Schmitt continued writing and publishing into his nineties. His later works included various essays on constitutional and international law, and Theory of the Partisan (1963), which analyzed irregular warfare and revolutionary violence. He also kept extensive diaries, portions of which have been published posthumously, revealing the depth of his bitterness about his postwar treatment and his continuing antisemitism.
Legacy
Schmitt’s legacy remains deeply contested. His intellectual contributions to legal and political theory are undeniable, yet they are inseparable from his support for fascism in particular and totalitarianism in general.
Despite his Nazi collaboration, Schmitt’s work has proven remarkably influential across the political spectrum. His analysis of sovereignty, his definition of the political, and his analysis of constitutional power has shaped debates about politics in democracies. Moreover, these ideas contributed to the foundations of political theory as a rigorous and universal discipline, based on stable and tested concepts to be studied and handed down in academic textbooks. His distinction between constitutional fundamentals and ordinary constitutional provisions influenced postwar German constitutional law and the concept of ‘militant democracy’ – of constitutional orders willing to restrict rights to defend themselves against anti-democratic forces.
Schmitt’s critique of liberal proceduralism has been appropriated by both left and right. Left-wing theorists like Chantal Mouffe have used his emphasis on the undeniable reality of political conflict to criticize Rawlsian liberalism’s assumption of achievable political consensus. Right-wing theorists have drawn on his defense of political sovereignty against cosmopolitan internationalism. His work on international law continues to inform debates about humanitarian intervention, the International Criminal Court, and the proper structure of global order.
Contemporary interest in Schmitt reflects disillusionment with liberal democracy’s capacity to address fundamental political challenges. As democratic institutions seem increasingly paralyzed by polarization, and global institutions appear unable to manage international crises, Schmitt’s diagnosis of liberalism’s weaknesses appears prophetic to some readers.
A Moral Reckoning
However, any honest assessment of Schmitt’s legacy must confront his enthusiastic collaboration with National Socialism. This was not youthful error or opportunistic careerism, but active, committed participation in one of history’s most monstrous regimes. Schmitt used his intellectual authority to legitimize Nazi violence and racial persecution. Moreover, the connection between his theoretical work and his Nazi engagement was not accidental. His emphasis on homogeneity and exclusion, his valorization of sovereign decision unconstrained by legal norms, his promotion of the friend-enemy distinction, both expressed and enabled his support for totalitarianism. And the homogeneous political community Schmitt theorizes in practice requires the violent elimination of those deemed internal enemies.

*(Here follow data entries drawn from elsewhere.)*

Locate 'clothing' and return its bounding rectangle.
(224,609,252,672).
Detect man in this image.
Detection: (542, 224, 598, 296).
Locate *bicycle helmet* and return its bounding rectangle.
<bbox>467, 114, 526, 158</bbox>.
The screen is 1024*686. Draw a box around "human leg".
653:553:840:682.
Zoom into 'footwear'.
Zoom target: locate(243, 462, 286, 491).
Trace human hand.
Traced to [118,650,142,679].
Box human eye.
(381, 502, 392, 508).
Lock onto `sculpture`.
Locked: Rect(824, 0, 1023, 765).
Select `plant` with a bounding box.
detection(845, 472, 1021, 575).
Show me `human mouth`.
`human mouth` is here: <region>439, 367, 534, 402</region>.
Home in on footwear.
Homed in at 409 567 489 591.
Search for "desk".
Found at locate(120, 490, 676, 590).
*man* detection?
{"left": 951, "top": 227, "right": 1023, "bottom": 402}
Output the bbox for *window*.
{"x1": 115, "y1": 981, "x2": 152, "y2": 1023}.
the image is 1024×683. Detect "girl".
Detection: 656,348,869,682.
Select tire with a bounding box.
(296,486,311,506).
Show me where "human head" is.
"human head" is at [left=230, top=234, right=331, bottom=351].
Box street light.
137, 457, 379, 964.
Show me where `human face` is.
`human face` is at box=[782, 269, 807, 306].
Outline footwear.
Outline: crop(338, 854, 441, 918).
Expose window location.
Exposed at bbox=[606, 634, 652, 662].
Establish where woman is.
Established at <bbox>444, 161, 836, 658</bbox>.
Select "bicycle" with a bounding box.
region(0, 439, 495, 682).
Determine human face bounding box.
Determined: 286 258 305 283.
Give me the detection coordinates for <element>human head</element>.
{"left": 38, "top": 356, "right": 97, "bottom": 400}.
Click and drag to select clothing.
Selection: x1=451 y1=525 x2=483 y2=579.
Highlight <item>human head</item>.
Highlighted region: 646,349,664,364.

The catastrophic history of the twentieth century demonstrates where rejection of liberal universalism and embrace of authoritarian politics leads. Schmitt’s career serves as a warning about the human cost of subordinating law to politics and constraining individual rights in the name of collective identity.
Schmitt combined profound theoretical insight with profound moral failure. His life and work remain a cautionary tale: intellectual brilliance without moral constraint, theoretical sophistication without ethical foundations, can become complicit in monstrous evil. This is perhaps the most important lesson his controversial legacy teaches.
© Marco Pandolfini 2026
Marco Pandolfini is a PhD student in Political Philosophy at the University of Innsbruck. He studied Philosophy in Florence and Stuttgart.